I think that the biggest separator between marketers and their IT expert colleagues is the perception of what is driving the business. The issues are not usually technological, though it might seem like that. It is important not to lose focus and to only address those online services that will add value to the firm - not to jump onto each and every web-based bandwagon that crosses your doorstep.

I definitely understand what he’s saying here. After 15 years in this business, I’ve definitely crossed some kind of threshold. I’m constantly looking for the WHY instead of just the what and the how. Why is this project important? Why are we doing it? Why aren’t we doing this other thing? Why are we doing it now?

Others, like David Pedragon and Greg Kilgore get down to even brassier tacks: how do we drive traffic to our online sites? Do I have enough bandwidth and resources to handle the traffic? Can I continue to make improvements in content, usability, and other areas to increase response rates? Can I filter out the fluff/noise/chaff to focus on real opportunities? Can someone please add several more hours to each day so we can get everything done? (This sentiment also echoed by many others!)

Angela Brutsche brought up a good point: “Determining when/if to let go of traditional communication mediums.” It’s a scary thing, venturing out into this brave new world, where a storm of tweets at a conference can erase a whole bunch of expensively created brand good will.

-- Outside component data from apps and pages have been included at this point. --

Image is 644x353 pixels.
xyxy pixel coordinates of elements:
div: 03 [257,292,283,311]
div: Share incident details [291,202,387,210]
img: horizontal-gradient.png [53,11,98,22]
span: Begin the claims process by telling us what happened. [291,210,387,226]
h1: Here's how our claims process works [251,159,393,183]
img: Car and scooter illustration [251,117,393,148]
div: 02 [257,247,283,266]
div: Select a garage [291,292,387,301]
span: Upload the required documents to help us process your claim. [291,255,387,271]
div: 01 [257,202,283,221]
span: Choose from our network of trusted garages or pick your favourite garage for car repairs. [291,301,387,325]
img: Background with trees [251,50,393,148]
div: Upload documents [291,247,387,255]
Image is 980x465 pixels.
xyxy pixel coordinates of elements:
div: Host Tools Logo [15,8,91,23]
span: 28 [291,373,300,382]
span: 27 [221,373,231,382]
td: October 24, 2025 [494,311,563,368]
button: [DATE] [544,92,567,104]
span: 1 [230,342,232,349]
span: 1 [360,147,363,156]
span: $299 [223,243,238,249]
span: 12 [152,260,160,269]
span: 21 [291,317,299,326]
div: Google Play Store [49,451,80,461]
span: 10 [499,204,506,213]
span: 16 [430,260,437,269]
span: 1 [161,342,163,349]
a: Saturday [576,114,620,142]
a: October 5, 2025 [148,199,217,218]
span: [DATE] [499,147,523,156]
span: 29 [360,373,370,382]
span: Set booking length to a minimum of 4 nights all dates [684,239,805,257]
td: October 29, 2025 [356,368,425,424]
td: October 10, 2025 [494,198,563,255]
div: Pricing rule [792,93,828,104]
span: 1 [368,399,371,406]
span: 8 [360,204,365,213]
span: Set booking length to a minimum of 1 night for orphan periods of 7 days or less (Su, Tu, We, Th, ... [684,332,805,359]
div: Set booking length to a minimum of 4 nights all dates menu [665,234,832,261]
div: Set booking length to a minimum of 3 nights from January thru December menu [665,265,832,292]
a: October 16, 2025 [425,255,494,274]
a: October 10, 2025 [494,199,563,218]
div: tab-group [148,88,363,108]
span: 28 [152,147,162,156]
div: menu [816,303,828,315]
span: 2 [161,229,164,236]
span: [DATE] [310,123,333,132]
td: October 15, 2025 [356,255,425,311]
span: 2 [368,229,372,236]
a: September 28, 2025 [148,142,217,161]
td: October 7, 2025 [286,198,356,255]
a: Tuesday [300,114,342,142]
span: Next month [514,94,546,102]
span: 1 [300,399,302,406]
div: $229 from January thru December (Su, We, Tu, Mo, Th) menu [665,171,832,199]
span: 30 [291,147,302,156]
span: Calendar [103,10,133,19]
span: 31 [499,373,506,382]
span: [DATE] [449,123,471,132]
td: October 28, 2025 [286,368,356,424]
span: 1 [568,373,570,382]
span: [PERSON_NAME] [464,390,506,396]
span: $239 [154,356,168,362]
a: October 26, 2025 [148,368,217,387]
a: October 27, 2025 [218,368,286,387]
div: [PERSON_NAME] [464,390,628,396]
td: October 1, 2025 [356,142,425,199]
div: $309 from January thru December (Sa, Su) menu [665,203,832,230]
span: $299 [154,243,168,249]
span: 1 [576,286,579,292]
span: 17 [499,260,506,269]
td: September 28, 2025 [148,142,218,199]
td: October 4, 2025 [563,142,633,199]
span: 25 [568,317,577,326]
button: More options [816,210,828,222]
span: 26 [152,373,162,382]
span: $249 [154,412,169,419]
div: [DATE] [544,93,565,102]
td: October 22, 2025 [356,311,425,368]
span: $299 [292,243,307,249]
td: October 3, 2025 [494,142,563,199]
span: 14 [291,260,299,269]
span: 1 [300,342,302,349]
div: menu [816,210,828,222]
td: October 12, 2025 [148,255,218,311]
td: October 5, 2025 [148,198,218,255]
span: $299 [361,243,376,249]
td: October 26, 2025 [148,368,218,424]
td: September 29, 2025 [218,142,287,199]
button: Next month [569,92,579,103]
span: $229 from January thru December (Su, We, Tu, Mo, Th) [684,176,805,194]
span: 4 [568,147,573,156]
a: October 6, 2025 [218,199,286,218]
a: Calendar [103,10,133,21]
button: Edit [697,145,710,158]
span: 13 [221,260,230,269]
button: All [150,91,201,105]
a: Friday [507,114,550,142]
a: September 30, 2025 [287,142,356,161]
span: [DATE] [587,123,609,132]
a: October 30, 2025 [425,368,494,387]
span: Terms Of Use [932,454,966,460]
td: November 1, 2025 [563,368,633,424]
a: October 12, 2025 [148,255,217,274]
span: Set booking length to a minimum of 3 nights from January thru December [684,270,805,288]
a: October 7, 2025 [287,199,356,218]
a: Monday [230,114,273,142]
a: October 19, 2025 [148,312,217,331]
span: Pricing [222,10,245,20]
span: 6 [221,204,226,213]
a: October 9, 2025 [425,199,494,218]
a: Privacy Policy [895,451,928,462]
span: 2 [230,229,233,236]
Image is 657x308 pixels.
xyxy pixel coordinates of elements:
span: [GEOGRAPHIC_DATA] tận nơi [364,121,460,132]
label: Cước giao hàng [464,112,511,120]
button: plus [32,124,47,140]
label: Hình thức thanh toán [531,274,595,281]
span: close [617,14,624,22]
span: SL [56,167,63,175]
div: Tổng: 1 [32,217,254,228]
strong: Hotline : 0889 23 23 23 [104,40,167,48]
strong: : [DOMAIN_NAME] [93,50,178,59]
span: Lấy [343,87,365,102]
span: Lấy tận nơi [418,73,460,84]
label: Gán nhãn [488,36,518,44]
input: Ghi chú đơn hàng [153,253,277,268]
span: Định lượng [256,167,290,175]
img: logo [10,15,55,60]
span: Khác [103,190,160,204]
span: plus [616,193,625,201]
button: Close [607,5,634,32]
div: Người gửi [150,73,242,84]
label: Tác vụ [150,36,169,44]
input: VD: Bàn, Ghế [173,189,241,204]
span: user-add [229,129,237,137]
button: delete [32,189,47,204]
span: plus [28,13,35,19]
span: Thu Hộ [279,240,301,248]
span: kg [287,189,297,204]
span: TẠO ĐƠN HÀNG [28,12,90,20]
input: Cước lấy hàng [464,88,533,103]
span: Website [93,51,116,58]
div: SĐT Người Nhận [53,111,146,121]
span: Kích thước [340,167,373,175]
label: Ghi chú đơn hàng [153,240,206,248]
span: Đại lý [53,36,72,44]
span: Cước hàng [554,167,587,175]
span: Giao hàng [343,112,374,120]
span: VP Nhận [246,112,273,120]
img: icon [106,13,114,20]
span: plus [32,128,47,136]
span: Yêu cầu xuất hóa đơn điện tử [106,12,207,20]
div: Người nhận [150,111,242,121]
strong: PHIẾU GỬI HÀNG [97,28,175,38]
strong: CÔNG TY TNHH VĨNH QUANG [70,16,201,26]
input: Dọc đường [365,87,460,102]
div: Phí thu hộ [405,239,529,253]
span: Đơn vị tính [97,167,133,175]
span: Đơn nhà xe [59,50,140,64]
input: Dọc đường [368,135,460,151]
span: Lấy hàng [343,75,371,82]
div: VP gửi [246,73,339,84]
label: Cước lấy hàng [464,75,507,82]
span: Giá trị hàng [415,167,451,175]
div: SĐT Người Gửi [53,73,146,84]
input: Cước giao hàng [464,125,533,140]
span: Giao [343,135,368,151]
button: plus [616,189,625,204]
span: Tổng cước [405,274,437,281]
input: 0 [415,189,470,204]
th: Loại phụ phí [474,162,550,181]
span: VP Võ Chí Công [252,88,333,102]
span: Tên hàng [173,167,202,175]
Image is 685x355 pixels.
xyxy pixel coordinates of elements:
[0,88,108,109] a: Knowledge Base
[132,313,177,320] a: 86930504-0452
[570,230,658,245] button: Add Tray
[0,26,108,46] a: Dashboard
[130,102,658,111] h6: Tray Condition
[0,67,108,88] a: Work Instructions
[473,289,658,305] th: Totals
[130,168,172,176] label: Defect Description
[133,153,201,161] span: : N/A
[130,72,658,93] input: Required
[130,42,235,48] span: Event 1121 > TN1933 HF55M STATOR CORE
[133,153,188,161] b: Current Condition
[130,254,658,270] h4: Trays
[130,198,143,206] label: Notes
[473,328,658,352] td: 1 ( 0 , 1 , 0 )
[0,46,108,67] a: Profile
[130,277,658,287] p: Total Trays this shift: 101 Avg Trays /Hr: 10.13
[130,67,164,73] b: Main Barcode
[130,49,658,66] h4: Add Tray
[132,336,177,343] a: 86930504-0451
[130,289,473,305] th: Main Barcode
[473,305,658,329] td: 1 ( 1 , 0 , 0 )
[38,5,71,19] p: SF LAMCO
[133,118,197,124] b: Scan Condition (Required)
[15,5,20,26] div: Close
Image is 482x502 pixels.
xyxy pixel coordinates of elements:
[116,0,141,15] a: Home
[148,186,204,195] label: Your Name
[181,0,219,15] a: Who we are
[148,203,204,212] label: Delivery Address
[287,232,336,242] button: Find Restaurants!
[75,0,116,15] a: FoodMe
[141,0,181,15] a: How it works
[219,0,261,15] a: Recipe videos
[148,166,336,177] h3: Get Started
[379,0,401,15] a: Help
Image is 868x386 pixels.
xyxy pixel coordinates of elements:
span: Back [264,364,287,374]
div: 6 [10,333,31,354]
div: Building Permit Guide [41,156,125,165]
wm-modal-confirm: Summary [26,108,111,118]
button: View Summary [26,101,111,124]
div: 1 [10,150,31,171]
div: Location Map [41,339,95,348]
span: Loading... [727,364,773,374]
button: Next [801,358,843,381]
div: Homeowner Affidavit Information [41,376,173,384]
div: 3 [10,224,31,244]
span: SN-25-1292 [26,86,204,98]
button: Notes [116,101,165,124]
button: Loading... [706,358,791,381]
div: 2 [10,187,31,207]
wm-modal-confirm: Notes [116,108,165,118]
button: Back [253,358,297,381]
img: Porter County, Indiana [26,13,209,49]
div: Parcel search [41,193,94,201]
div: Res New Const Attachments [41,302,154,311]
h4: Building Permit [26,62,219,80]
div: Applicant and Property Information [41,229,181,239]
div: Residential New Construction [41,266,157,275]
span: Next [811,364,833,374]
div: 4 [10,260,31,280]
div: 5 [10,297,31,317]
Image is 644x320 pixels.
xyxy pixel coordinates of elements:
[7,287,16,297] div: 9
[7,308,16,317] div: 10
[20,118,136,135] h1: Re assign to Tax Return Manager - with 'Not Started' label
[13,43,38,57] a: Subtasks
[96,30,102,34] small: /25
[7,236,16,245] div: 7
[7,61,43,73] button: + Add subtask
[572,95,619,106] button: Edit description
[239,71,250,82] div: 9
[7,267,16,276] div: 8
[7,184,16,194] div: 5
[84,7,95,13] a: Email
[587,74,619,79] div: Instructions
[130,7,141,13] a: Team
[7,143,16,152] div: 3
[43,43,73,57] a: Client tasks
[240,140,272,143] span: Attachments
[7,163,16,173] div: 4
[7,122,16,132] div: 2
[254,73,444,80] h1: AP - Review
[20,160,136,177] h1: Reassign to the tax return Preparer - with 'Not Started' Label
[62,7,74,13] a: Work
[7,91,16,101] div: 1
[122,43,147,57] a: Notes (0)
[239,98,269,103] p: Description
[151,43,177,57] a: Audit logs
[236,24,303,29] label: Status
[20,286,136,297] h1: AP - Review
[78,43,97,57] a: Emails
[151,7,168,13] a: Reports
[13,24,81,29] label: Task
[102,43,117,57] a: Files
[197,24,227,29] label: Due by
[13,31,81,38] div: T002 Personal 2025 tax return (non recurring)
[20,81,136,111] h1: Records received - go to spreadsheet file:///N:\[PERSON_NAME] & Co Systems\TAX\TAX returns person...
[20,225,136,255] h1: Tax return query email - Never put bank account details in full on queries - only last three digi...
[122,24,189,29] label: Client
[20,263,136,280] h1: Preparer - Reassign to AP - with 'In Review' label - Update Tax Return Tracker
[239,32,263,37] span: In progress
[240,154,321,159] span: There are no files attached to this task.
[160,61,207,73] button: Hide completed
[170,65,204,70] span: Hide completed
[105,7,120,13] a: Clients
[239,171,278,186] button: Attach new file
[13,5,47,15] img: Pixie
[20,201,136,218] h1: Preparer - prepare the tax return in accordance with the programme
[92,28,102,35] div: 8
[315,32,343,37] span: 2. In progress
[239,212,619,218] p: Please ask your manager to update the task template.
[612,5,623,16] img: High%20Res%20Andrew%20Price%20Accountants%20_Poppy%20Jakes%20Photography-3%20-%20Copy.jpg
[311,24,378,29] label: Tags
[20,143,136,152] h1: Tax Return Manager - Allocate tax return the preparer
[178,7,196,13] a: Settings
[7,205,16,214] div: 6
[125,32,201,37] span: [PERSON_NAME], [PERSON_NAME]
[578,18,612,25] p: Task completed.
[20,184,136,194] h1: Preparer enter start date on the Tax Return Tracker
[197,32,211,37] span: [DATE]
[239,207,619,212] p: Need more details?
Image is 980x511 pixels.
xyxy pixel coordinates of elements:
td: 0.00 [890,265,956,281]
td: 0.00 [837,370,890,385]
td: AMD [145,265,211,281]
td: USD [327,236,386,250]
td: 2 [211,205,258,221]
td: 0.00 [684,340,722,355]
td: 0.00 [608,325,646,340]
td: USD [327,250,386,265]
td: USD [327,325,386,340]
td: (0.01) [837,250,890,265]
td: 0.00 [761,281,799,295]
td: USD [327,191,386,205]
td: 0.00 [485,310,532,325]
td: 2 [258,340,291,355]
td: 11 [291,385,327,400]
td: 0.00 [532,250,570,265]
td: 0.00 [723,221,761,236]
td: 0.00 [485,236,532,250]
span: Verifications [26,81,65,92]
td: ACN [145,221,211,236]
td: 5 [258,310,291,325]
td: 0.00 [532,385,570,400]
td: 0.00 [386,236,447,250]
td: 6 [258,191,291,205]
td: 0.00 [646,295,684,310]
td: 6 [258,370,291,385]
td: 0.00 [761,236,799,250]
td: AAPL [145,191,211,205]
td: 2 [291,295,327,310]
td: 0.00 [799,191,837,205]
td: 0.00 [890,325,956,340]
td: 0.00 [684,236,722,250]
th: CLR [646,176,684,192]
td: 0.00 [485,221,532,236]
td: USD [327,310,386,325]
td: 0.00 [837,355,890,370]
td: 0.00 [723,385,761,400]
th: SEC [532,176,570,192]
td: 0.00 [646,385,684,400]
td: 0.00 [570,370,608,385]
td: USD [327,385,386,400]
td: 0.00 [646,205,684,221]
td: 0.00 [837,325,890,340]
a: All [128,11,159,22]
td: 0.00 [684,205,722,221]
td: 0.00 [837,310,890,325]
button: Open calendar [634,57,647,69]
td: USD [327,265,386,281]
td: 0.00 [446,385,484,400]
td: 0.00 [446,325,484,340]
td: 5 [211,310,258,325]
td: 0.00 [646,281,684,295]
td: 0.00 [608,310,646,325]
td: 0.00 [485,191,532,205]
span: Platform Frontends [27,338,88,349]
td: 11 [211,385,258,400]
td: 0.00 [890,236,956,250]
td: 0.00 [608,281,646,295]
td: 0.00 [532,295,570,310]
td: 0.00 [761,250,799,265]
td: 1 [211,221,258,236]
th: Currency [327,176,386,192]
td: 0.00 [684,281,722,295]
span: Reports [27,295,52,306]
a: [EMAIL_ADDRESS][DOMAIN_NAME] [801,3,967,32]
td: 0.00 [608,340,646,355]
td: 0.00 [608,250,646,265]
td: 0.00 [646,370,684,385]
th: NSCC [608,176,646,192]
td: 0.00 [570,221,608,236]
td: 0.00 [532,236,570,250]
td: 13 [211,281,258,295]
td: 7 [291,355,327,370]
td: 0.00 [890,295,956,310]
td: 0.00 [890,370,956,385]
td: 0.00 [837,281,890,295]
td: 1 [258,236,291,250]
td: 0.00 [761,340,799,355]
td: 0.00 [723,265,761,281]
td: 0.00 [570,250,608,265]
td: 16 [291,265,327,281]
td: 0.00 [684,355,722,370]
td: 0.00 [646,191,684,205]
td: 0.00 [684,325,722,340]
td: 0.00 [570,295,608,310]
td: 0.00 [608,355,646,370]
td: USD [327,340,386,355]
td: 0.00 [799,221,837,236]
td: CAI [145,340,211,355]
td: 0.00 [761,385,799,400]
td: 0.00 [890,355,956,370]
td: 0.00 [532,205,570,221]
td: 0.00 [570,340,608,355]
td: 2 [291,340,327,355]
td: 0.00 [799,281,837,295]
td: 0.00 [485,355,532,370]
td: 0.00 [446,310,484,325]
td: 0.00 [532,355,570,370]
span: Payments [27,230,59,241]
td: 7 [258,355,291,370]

Rene Craft hit it on the head when she mused:

Getting used to the new technologies constantly popping up and trying to figure out which ones are useful for business vs. just for kids (ie, anyone under 30).

I remember when I was one of those hotshots under 30, but of course, back then, having a tables-compliant browser was the cool thing. I’m just kidding.

All in all, the sense I’m getting from all these responses is that it’s high time to focus on value. Become really good at a few things within the Web world, and pursue your goals with a passion. Help companies make money with all this stuff instead of bouncing them from one faddish technology to another. Help them start and deepen conversations with their customers with great tools, good usability, and great content, and the rest becomes easy.

In this, as in all things Web, we all have a place at the table–whether we’re copywriters, back-end developers, Ajax scripters, designers, or PHP nerds.